Monitor ownCloud admin activity and outbound requests originating from the app server.
Validation and detection
Confirm ownCloud core version is 10.15.3 or newer and SharePoint app is at 0.4.1 or newer.
Inventory instances where the SharePoint for ownCloud app is installed or enabled.
Review administrator account list, recent logins, and any unexpected privilege grants.
Check web and proxy logs for unusual outbound requests from the ownCloud host to internal ranges.
Verify vendor advisory GHSA-4m66-rpfj-m5f6 against your deployment's current build.
Generated from the cited source records. This long-tail analysis has not been individually reviewed by a named human.
Potential ATT&CK relevance
Conservative CVE-to-ATT&CK context
These mappings and lookup hints may be relevant to the vulnerability behavior, CWE, affected product, or exposure path. Glexia-inferred context is not an official MITRE, ATT&CK, CWE, or CVE Program mapping.
ATT&CK lookup starting points
Use these exact CWE pages and searches to review the Glexia ATT&CK library from this CVE's weakness and description context.
cwe · medium confidence lookup
CWE-918: Information exposure and cloud metadata lookup
Information exposure and SSRF weaknesses can make discovery, cloud metadata, and credential material review relevant. Open the exact CWE lookup page first, then review the ATT&CK searches from that MITRE weakness context. This is a Glexia lookup hint, not an official ATT&CK mapping.
The CVE wording references code or command execution, so execution technique review may help defensive triage. This is a Glexia inferred lookup path, not an official MITRE, ATT&CK, or CVE Program mapping.
The CVE wording references SSRF or metadata access, so cloud discovery and credential material review may help.

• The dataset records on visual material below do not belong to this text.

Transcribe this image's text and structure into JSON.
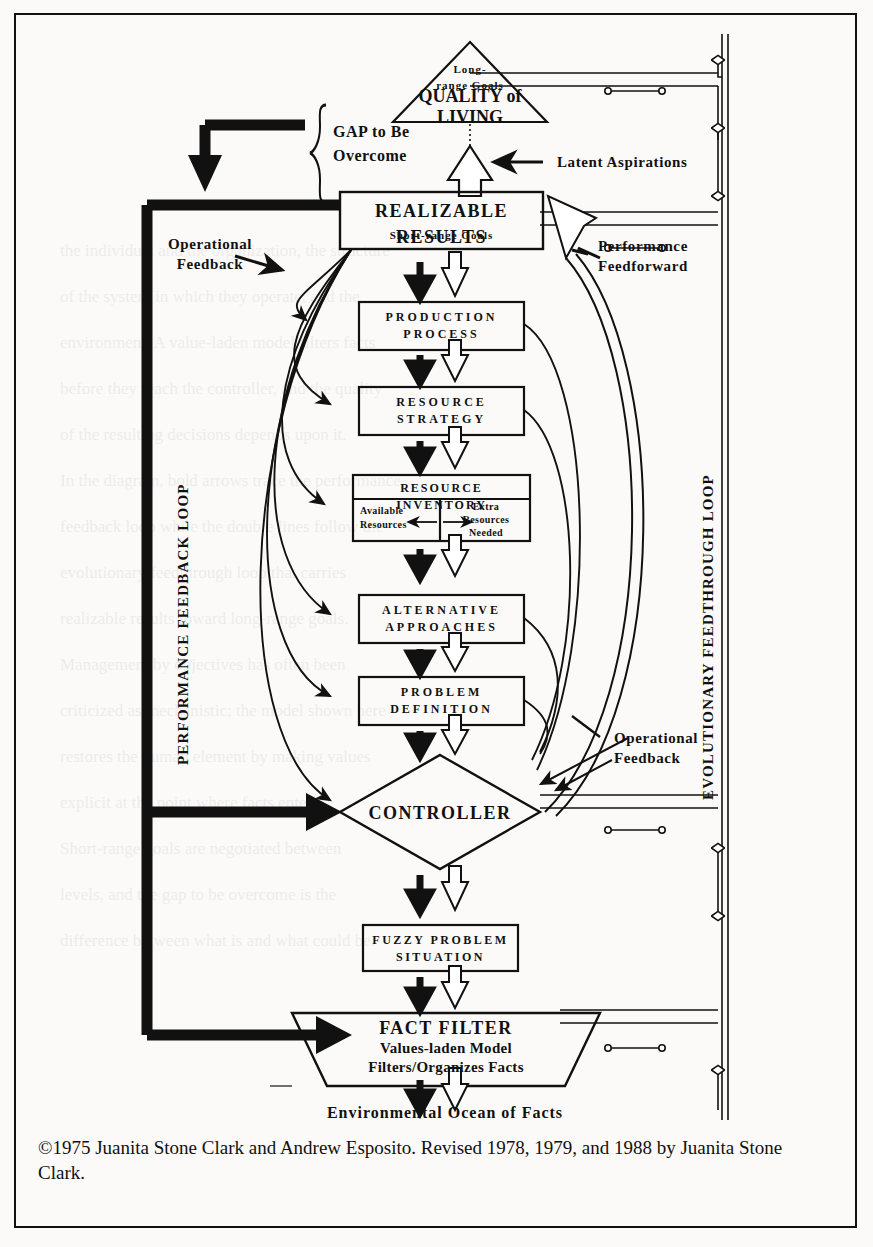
{
  "document": {
    "type": "flow-diagram",
    "caption": "©1975 Juanita Stone Clark and Andrew Esposito. Revised 1978, 1979, and 1988 by Juanita Stone Clark."
  },
  "diagram": {
    "triangle": {
      "small_label_line1": "Long-",
      "small_label_line2": "range Goals",
      "title_line1": "QUALITY of",
      "title_line2": "LIVING"
    },
    "gap_brace": {
      "line1": "GAP to Be",
      "line2": "Overcome"
    },
    "realizable": {
      "title": "REALIZABLE  RESULTS",
      "subtitle": "Short-range Goals"
    },
    "boxes": [
      {
        "id": "production-process",
        "line1": "PRODUCTION",
        "line2": "PROCESS"
      },
      {
        "id": "resource-strategy",
        "line1": "RESOURCE",
        "line2": "STRATEGY"
      },
      {
        "id": "alternative-approaches",
        "line1": "ALTERNATIVE",
        "line2": "APPROACHES"
      },
      {
        "id": "problem-definition",
        "line1": "PROBLEM",
        "line2": "DEFINITION"
      },
      {
        "id": "fuzzy-problem-situation",
        "line1": "FUZZY PROBLEM",
        "line2": "SITUATION"
      }
    ],
    "resource_inventory": {
      "header": "RESOURCE    INVENTORY",
      "left_line1": "Available",
      "left_line2": "Resources",
      "right_line1": "Extra",
      "right_line2": "Resources",
      "right_line3": "Needed"
    },
    "controller": {
      "label": "CONTROLLER"
    },
    "fact_filter": {
      "line1": "FACT FILTER",
      "line2": "Values-laden Model",
      "line3": "Filters/Organizes Facts"
    },
    "ocean": {
      "label": "Environmental Ocean of Facts"
    },
    "annotations": {
      "latent_aspirations": "Latent Aspirations",
      "operational_feedback_left_line1": "Operational",
      "operational_feedback_left_line2": "Feedback",
      "performance_feedforward_line1": "Performance",
      "performance_feedforward_line2": "Feedforward",
      "operational_feedback_right_line1": "Operational",
      "operational_feedback_right_line2": "Feedback"
    },
    "loops": {
      "left_vertical": "PERFORMANCE FEEDBACK LOOP",
      "right_vertical": "EVOLUTIONARY FEEDTHROUGH LOOP"
    },
    "colors": {
      "ink": "#111111",
      "paper": "#fbfaf8"
    }
  },
  "ghost_text": {
    "lines": [
      "the individual and the organization, the structure",
      "of the system in which they operate, and the",
      "environment. A value-laden model filters facts",
      "before they reach the controller, and the quality",
      "of the resulting decisions depends upon it.",
      "In the diagram, bold arrows trace the performance",
      "feedback loop while the double lines follow the",
      "evolutionary feedthrough loop that carries",
      "realizable results toward long-range goals.",
      "Management by objectives has often been",
      "criticized as mechanistic; the model shown here",
      "restores the human element by making values",
      "explicit at the point where facts enter.",
      "Short-range goals are negotiated between",
      "levels, and the gap to be overcome is the",
      "difference between what is and what could be."
    ]
  }
}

This is a Glexia inferred lookup path, not an official MITRE, ATT&CK, or CVE Program mapping.
These fields come from the CVE record and ADP containers, not from Glexia's Take. They preserve time-varying source decisions such as CISA SSVC, KEV status, CVSS metrics, and provider references.
1CVSS vectors
3Timeline events
1ADP providers
2Source links
SSVC decision data
CISA-ADPCISA Coordinator
Timestamp
Version
2.0.3
Exploitation: noneAutomatable: noTechnical Impact: total
CVSS vector scores
1 official score
We collect every scored CVSS vector available in the official CNA and ADP containers. When more than one version is present, the table keeps the source vectors side by side instead of collapsing them into the highest score.
CWE links open Glexia weakness intelligence pages with official CWE context, developer remediation guidance, and related CVE mappings.
CWE-918 · source CWE mapping
Server-Side Request Forgery (SSRF)
Server-Side Request Forgery (SSRF) represents a recurring weakness pattern that can create exploitable paths when design, validation, or implementation controls are missing.